Ward Kimball, 1968

Michael Barrier has pointed out an interesting footnote to animation history posted on YouTube: a 1968 protest short by Ward Kimball. Kimball was a lead animator at Disney, one of the so-called “Nine Old Men” who formed the core of the studio’s staff in its mature period through to its seventies nadir. The most overtly comic of the Nine Old Men, he was lead animator for such characters as Jiminy Cricket in Pinocchio and the crows in Dumbo, and directed Disney’s Oscar-winning experiment with stylised animation Toot, Whistle, Plunk and Boom (1953).

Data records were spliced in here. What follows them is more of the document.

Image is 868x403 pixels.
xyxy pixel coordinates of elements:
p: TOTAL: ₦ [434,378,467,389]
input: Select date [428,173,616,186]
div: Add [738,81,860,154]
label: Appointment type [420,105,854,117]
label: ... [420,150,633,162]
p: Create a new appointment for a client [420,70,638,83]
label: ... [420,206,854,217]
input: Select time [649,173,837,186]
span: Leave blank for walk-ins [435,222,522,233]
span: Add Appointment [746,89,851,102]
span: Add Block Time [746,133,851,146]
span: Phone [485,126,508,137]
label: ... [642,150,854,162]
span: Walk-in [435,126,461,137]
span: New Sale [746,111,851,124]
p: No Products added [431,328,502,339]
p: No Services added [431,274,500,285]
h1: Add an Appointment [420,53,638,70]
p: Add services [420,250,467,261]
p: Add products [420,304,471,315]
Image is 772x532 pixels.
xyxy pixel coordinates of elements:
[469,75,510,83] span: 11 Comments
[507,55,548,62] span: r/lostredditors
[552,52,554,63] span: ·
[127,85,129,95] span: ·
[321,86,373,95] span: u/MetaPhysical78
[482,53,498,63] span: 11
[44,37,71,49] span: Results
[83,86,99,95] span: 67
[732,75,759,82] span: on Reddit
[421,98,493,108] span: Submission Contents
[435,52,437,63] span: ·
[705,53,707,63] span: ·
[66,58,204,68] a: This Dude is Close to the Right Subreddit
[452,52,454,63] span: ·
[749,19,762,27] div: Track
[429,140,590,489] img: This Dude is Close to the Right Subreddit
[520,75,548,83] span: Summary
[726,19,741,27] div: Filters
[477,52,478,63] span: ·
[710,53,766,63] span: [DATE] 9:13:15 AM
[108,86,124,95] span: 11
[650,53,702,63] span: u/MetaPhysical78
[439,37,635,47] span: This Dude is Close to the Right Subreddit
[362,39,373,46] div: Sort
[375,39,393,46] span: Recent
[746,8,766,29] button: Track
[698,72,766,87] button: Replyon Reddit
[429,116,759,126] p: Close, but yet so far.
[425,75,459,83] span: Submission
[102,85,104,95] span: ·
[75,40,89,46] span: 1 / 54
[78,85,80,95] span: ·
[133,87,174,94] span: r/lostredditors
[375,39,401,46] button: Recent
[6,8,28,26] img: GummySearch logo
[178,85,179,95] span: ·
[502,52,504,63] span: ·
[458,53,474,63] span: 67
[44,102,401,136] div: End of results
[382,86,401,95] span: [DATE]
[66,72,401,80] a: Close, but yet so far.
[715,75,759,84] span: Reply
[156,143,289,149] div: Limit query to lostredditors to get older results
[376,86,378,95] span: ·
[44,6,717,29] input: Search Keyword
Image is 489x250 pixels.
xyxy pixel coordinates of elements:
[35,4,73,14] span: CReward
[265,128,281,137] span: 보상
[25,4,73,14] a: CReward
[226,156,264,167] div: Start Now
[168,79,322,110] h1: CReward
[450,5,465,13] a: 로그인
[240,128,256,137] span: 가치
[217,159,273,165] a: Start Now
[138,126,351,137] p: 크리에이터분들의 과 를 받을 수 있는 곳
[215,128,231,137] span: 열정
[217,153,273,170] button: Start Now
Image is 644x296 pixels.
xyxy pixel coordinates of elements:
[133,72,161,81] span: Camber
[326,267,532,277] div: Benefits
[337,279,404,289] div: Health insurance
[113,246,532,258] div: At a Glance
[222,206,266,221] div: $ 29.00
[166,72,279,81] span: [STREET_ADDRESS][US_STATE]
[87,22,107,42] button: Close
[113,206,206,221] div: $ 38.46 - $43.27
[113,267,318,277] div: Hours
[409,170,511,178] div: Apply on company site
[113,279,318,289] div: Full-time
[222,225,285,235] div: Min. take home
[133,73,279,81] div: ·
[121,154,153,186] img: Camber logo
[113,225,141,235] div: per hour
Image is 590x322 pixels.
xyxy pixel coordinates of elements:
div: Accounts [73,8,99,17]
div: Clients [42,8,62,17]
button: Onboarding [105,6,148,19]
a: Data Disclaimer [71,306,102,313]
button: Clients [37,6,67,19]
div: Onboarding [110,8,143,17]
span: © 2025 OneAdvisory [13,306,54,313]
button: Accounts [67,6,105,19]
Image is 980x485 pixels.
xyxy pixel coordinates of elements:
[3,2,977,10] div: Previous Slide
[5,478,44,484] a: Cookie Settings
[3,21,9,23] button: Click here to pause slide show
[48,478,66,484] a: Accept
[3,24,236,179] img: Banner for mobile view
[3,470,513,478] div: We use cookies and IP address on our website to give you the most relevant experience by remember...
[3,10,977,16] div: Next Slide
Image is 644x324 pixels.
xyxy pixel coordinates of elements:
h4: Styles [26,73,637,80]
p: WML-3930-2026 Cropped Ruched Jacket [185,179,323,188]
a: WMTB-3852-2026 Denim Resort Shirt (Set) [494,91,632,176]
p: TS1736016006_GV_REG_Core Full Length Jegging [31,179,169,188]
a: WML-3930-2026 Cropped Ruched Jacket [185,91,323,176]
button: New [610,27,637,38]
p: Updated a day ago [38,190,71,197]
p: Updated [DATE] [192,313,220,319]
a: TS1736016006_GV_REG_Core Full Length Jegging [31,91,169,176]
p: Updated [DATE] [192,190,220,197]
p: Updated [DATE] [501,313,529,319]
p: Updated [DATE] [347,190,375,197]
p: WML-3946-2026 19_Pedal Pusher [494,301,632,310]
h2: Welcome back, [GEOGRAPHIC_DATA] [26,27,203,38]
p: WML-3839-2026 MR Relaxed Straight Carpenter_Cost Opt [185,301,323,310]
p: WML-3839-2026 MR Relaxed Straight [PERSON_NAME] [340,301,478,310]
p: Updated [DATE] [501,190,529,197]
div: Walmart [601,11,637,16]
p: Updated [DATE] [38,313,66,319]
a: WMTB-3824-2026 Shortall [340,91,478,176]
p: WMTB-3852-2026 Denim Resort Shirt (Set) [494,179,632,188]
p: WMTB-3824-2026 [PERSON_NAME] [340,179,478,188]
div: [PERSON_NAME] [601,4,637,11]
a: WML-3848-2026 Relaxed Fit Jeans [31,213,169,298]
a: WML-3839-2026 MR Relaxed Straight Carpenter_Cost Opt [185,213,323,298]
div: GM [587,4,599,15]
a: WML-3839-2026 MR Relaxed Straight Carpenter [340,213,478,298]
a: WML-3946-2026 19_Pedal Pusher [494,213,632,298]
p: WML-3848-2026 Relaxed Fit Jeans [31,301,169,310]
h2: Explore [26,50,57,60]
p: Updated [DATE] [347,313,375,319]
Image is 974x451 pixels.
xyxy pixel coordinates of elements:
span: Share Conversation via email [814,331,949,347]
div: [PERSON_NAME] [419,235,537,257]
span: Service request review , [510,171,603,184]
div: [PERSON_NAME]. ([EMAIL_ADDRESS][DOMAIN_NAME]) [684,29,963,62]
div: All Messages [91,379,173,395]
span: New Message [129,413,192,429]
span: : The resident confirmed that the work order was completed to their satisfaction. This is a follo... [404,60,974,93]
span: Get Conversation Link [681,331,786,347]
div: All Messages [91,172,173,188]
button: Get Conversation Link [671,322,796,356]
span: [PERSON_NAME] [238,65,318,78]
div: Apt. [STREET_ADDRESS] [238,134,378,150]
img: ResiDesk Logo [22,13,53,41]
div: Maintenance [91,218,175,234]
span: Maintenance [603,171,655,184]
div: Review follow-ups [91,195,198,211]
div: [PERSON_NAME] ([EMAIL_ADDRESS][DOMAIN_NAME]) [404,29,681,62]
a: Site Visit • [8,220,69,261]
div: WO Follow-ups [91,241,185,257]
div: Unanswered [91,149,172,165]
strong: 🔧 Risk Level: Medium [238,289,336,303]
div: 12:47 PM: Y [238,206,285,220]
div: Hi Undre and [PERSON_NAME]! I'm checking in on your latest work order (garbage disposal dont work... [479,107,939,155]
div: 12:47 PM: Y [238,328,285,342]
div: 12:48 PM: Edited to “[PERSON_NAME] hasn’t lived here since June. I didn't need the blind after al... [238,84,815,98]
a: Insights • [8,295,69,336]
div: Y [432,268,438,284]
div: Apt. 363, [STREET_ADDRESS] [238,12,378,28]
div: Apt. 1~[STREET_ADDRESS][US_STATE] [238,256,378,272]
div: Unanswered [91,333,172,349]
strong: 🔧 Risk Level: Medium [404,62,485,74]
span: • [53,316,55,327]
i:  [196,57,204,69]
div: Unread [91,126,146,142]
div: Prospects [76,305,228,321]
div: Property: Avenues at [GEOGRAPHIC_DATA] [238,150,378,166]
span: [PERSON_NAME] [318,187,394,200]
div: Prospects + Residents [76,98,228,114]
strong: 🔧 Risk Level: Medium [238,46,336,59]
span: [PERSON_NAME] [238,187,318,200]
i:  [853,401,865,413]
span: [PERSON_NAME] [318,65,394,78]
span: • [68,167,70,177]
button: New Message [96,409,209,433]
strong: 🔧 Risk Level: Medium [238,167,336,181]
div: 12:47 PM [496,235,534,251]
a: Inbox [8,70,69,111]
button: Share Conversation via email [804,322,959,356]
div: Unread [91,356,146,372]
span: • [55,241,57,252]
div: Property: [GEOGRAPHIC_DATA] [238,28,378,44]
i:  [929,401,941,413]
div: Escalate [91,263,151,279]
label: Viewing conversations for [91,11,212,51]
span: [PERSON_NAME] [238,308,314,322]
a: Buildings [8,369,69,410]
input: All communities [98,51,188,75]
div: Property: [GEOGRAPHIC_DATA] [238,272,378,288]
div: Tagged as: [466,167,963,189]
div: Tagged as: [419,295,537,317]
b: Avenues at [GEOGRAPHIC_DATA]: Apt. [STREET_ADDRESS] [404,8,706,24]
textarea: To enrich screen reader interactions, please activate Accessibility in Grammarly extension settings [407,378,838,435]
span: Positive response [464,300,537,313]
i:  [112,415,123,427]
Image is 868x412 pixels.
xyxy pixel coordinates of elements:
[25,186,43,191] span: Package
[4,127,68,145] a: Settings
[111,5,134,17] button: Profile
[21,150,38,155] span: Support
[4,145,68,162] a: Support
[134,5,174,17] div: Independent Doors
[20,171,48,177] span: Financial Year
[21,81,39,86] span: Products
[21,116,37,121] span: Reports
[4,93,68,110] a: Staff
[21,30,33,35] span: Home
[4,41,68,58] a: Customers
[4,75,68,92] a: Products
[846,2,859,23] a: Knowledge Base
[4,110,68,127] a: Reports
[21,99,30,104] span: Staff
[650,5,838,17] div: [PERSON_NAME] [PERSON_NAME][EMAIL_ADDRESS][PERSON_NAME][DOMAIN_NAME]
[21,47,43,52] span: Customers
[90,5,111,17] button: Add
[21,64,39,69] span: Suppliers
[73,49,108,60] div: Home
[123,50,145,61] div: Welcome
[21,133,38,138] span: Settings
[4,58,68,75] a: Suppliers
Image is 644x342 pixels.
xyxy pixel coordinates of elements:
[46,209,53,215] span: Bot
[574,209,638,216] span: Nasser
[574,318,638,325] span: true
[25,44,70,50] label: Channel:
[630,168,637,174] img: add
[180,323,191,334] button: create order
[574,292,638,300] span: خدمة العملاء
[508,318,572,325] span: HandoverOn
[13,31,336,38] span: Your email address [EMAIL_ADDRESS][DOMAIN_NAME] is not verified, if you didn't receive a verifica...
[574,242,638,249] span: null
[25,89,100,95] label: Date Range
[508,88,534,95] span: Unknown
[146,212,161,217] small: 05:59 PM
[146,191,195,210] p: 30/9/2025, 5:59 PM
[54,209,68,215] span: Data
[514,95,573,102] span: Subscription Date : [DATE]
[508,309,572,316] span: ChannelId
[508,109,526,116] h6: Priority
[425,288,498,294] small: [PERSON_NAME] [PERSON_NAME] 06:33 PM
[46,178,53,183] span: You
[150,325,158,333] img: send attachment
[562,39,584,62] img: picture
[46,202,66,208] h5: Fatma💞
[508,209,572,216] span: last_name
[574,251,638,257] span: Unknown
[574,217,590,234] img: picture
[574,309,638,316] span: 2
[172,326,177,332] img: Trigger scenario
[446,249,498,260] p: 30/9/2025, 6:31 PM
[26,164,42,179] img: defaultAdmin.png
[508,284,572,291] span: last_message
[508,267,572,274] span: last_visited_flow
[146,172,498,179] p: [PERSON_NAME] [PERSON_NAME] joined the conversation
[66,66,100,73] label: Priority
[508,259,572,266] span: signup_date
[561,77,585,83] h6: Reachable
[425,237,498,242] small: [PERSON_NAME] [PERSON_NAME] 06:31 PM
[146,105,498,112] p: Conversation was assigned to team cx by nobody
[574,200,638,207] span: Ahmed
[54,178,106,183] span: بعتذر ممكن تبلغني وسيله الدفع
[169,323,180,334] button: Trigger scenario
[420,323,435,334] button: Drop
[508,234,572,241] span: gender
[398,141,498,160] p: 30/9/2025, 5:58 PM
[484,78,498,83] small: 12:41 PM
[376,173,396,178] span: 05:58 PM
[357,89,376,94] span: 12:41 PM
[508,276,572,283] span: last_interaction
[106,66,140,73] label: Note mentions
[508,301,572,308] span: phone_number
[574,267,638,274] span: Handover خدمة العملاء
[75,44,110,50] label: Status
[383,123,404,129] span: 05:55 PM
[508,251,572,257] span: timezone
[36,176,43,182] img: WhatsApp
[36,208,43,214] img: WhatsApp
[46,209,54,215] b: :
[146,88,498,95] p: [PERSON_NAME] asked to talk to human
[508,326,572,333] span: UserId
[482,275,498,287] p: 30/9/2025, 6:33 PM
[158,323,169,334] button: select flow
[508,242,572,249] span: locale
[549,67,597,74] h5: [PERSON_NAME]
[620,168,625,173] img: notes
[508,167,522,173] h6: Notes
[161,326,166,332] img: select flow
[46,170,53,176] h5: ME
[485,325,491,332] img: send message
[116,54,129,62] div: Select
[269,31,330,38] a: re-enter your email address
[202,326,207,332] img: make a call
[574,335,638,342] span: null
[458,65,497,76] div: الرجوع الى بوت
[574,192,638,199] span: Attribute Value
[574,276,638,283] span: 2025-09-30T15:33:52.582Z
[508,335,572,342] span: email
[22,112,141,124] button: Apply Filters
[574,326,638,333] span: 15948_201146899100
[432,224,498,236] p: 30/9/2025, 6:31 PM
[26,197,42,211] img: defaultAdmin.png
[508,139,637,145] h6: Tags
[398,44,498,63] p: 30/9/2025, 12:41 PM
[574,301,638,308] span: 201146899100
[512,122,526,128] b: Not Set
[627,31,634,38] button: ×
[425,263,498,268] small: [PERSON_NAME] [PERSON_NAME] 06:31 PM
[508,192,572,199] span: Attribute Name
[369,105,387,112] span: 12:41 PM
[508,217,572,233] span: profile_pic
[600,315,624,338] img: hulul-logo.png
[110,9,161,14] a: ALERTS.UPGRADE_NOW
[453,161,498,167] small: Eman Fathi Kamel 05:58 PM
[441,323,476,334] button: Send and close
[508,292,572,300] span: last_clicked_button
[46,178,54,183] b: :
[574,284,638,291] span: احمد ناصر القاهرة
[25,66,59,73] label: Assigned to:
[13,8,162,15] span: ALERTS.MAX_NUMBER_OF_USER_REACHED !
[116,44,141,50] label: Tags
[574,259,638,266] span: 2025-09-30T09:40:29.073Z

In 1968, on his own time, he directed Escalation, an anti-war, anti-LBJ short that makes scatalogical reference to Pinocchio. It couldn’t be further from stereotypical Disney family values. A mild adult content warning applies.

What I find interesting about this is how it flies against the typical perception of the conservativism (both artistically and politically) of the Disney studio. Whole books have been written about the studio’s ideological conformity, and there remains a fairly lazy streak of writing that constantly asserts the implicit equation Disney = family values = boring. Of course, Escalation is a private project, not a studio-sanctioned film, but I still think it’s interesting that in 1968 (perhaps the definitive year of the sixties counter-culture), one of the studio’s senior animators, a family man in his fifties, made a bawdy political film that became an underground hit amongst college students.

Kimball often struggled to find ways to express himself at Disney, and as the studio’s films became more staid during the 1950s he increasingly struggled for outlets. Yet even if the studio sometimes suppressed its staff’s more adventurous instincts, it was full of people of enormously high calibre and creative ability. That’s why the best Disney stuff (from the 1930s and 1940s) is so much more interesting than many critics – often, it seems, judging it from half-remembered viewings as children, or not distinguishing the strong periods from the weak – give it credit for.